It’s easy to take water for granted. Throughout much of the world, a twist of the tap yields the instant reward of clean, abundant water, usually at minimal cost. But the process of getting that water from source to glass is staggeringly complex, involving hundreds of engineering solutions along the way.
In some places, concerns about cleanliness must be addressed because water travels through agricultural fields, small settlements or ancient pipes, picking up contaminants on its journey. In addition to disease-generating bacteria, water is often polluted with pesticides, pharmaceuticals and dyes from textile processing. The United Nations estimates that two billion people around the globe do not have access to safe drinking water and that at least half of the planet’s population experiences water scarcity at least once a year. Around 17 million women give birth annually in health care facilities with inadequate water, and 206 million people spend more than half an hour per trip collecting water.
“Where I grew up, there is no 24-hour-per-day water supply,” Kirti Sankhala says about her hometown, Jodhpur, in India’s arid northern state of Rajasthan, where she works as an assistant professor in the Center for Emerging Technologies for Sustainable Development at the Indian Institute of Technology Jodhpur (IIT Jodhpur). “Sometimes we only get water once every two days. But water culture is different here. Everyone has a storage tank, so when water is supplied, people store it.
“We all want a safe glass of water,” continues Sankhala, who was an Azrieli International Postdoctoral Fellow in the Department of Chemical Engineering at Technion–Israel Institute of Technology in 2021 and 2022. “We want high purity — the rejection of contaminants that are a health threat — and at the same time we also want high productivity, which means generating more clean water using less energy and time.”
At IIT Jodhpur, her new research group is contributing toward objective number six on the United Nations’ list of sustainable development goals: ensure availability and sustainable management of water and sanitation for all. For Sankhala, that means providing sustainable water treatment solutions using local natural resources, such as sand, clay and plants, as well as applying emerging membrane technology for water treatment.
Her research focuses on nanofiltration, in which water is forced through microscopic pores to filter out contaminants at a molecular level. The pores in these membranes are between one and 10 nanometres in size. (For comparison, a human hair is 100,000 nanometres across, and a bacterium is 2,000 times larger than the smallest pores in Sankhala’s membranes.) Cleaning water with a membrane, then, is like making coffee in the morning, she says: “You pour everything into the filter on top and then only your coffee will come out, but all the particles will stay on top of the sieve.”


* _Exercise details_
Start at the line with "You are a GUI" in the records below, stop at the line with "Task: Click on the label: Comment", and return every line in that span exactly, the two end lines included.

(Dataset entries)

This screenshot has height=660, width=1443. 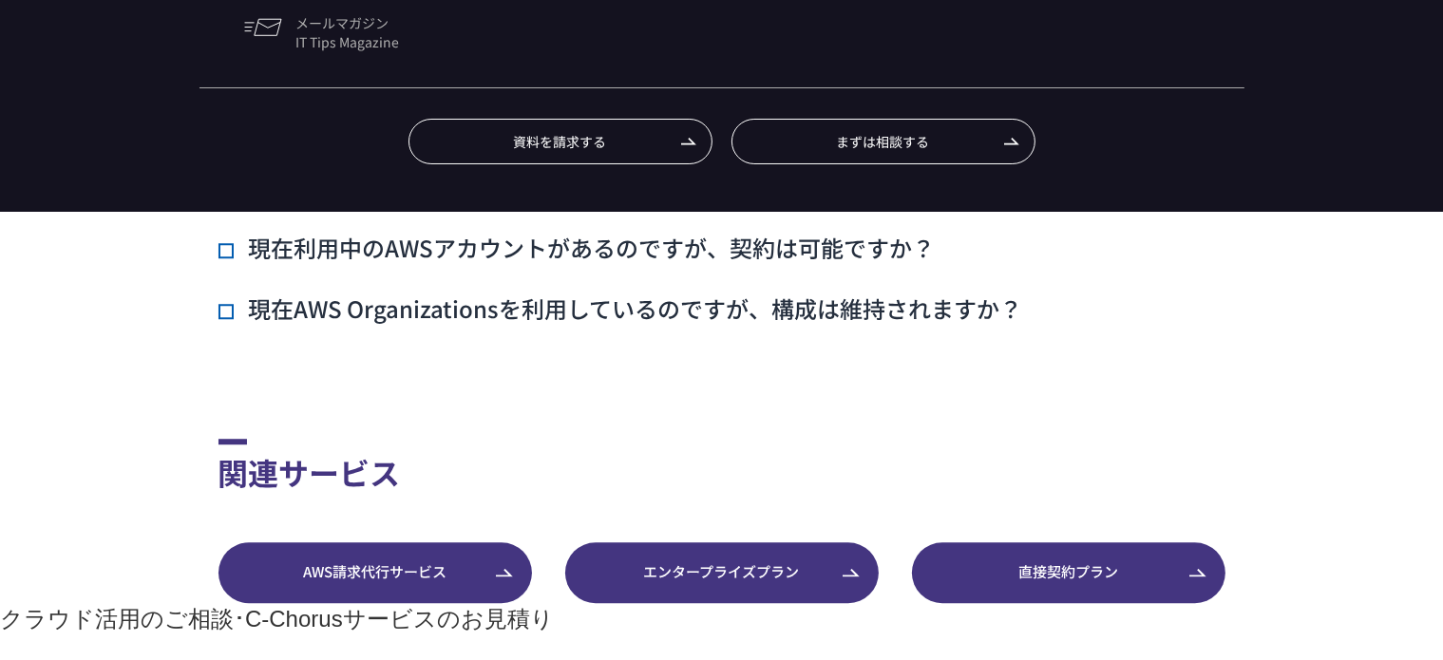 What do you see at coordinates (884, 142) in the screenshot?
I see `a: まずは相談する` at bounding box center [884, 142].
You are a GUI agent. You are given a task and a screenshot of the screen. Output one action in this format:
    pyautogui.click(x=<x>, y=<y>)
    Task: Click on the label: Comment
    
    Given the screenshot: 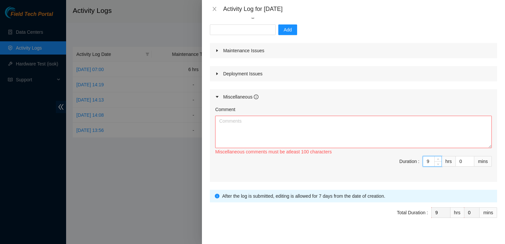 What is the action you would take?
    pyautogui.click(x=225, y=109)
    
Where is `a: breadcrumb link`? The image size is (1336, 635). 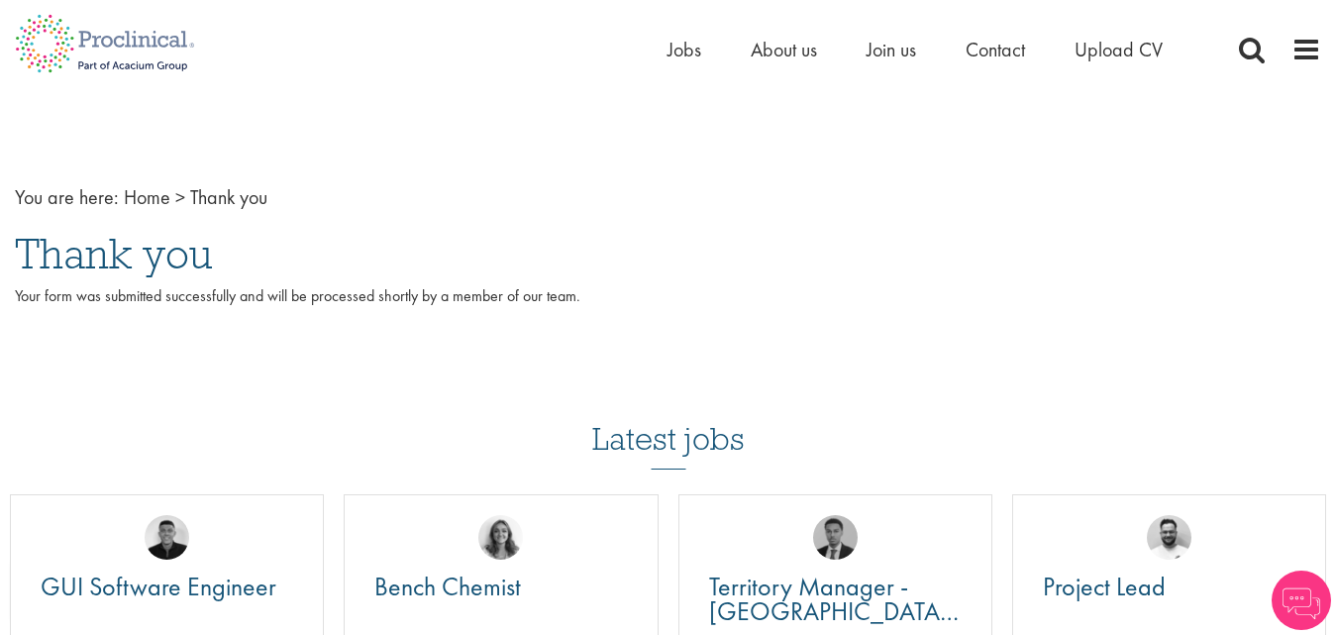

---

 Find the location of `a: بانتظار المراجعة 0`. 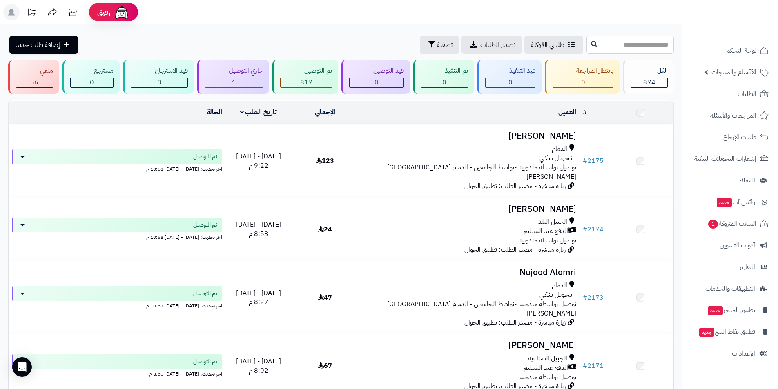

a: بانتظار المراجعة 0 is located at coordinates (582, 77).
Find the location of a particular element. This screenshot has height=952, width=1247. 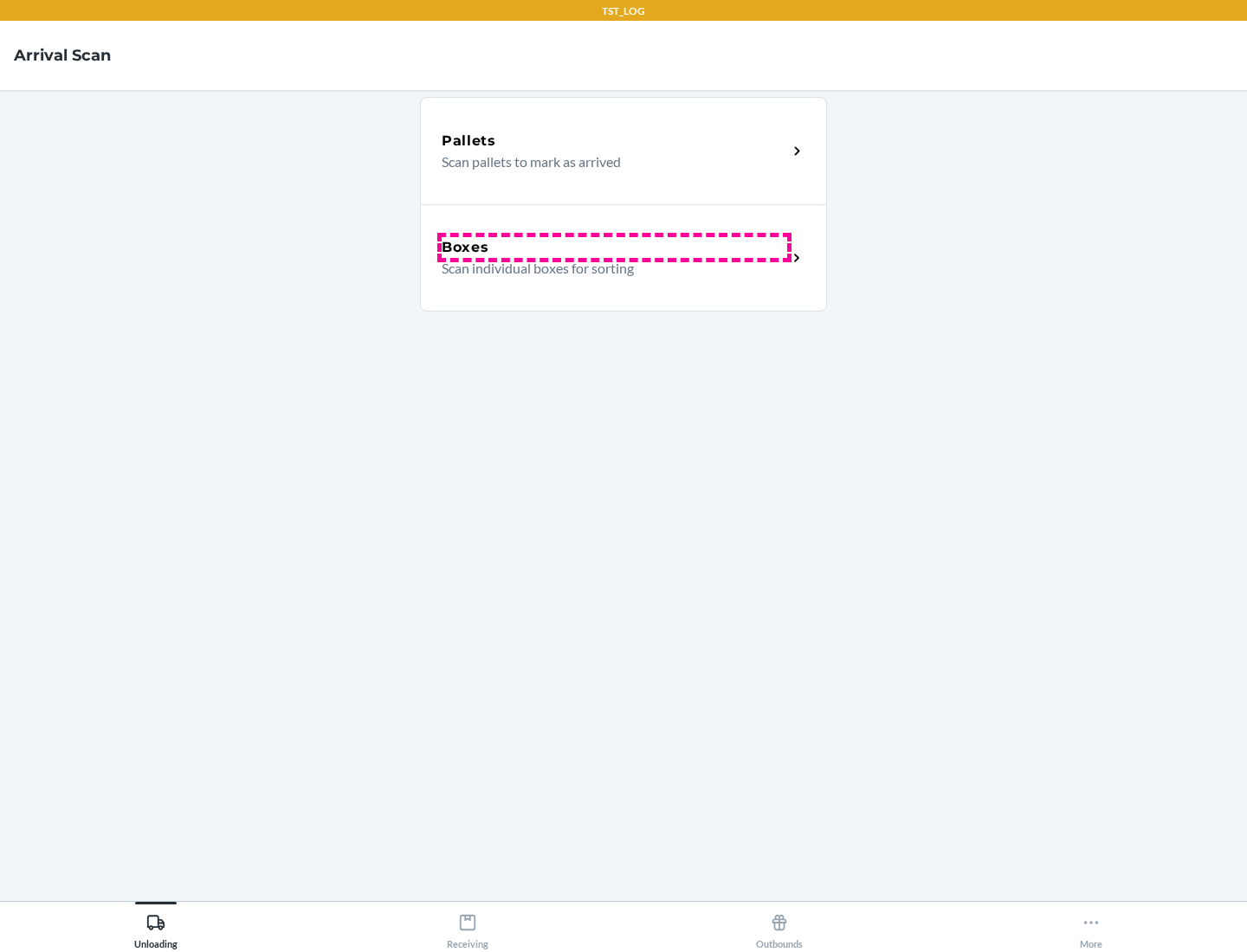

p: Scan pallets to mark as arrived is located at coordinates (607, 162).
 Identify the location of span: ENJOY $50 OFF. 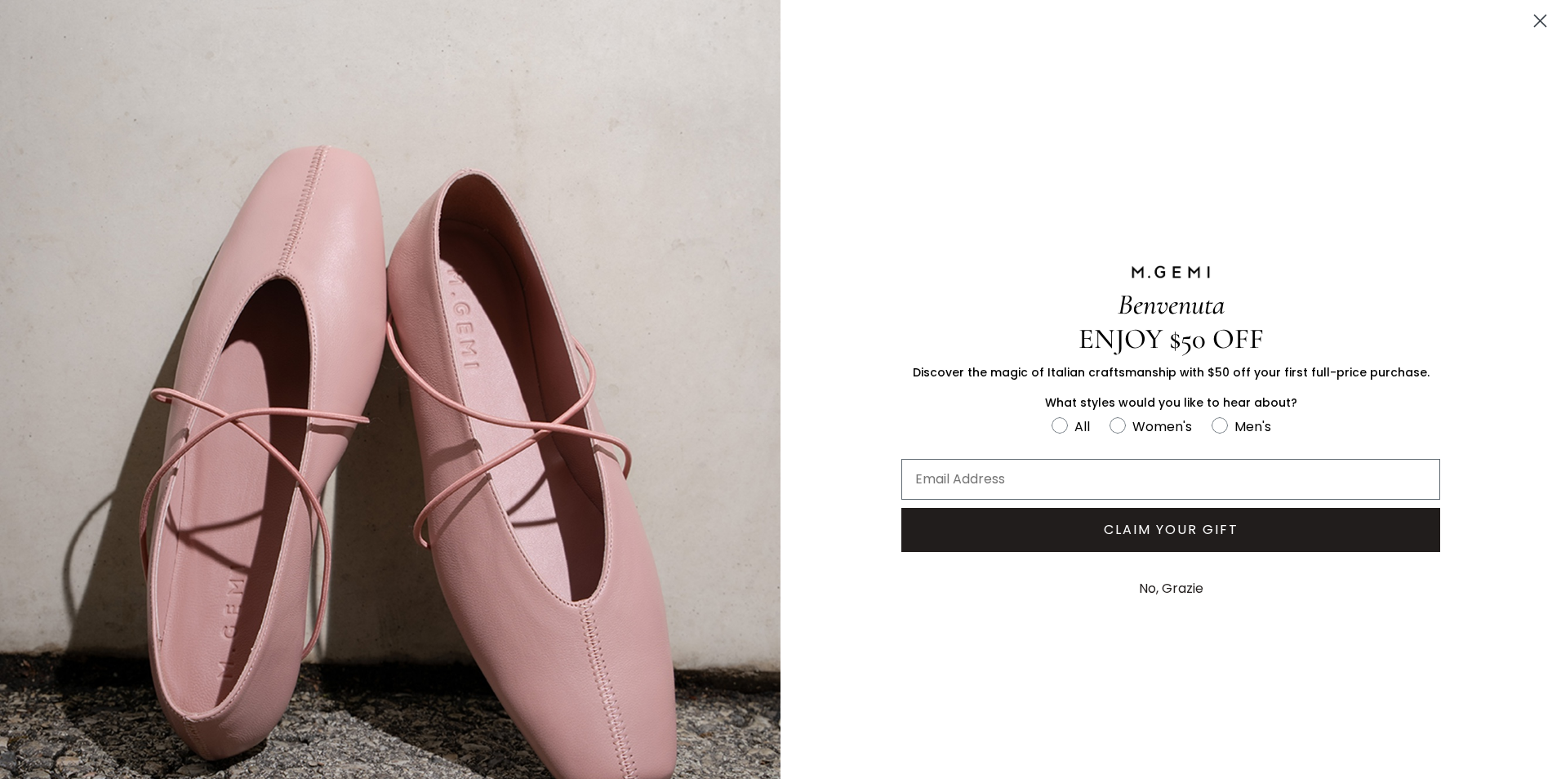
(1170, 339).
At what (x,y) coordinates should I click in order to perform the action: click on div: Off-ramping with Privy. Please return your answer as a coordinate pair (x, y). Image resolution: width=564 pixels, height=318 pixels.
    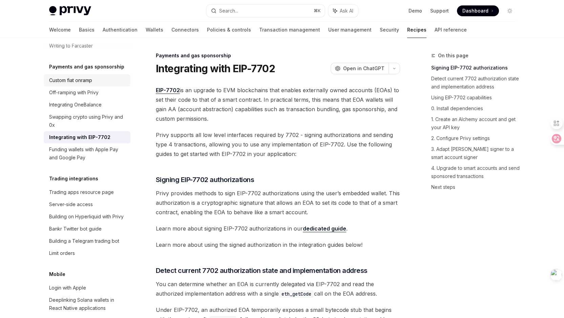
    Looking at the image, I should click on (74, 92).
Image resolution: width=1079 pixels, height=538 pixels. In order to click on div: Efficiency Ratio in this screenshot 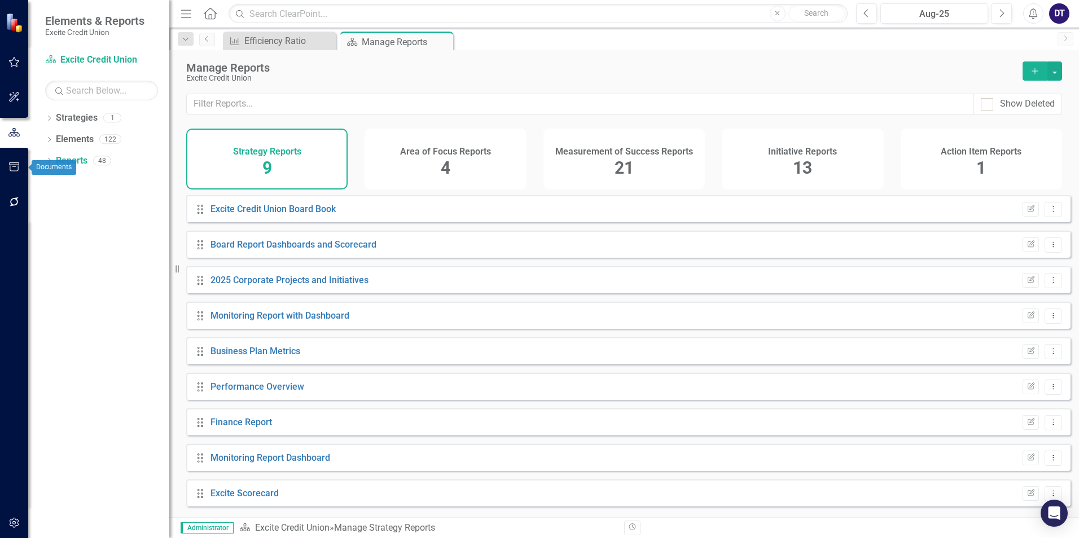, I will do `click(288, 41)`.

* _Result of this exercise_
You are a GUI agent. You are given a task and a screenshot of the screen. Output one action in this format:
    pyautogui.click(x=<x>, y=<y>)
    Task: Click on the label: Comment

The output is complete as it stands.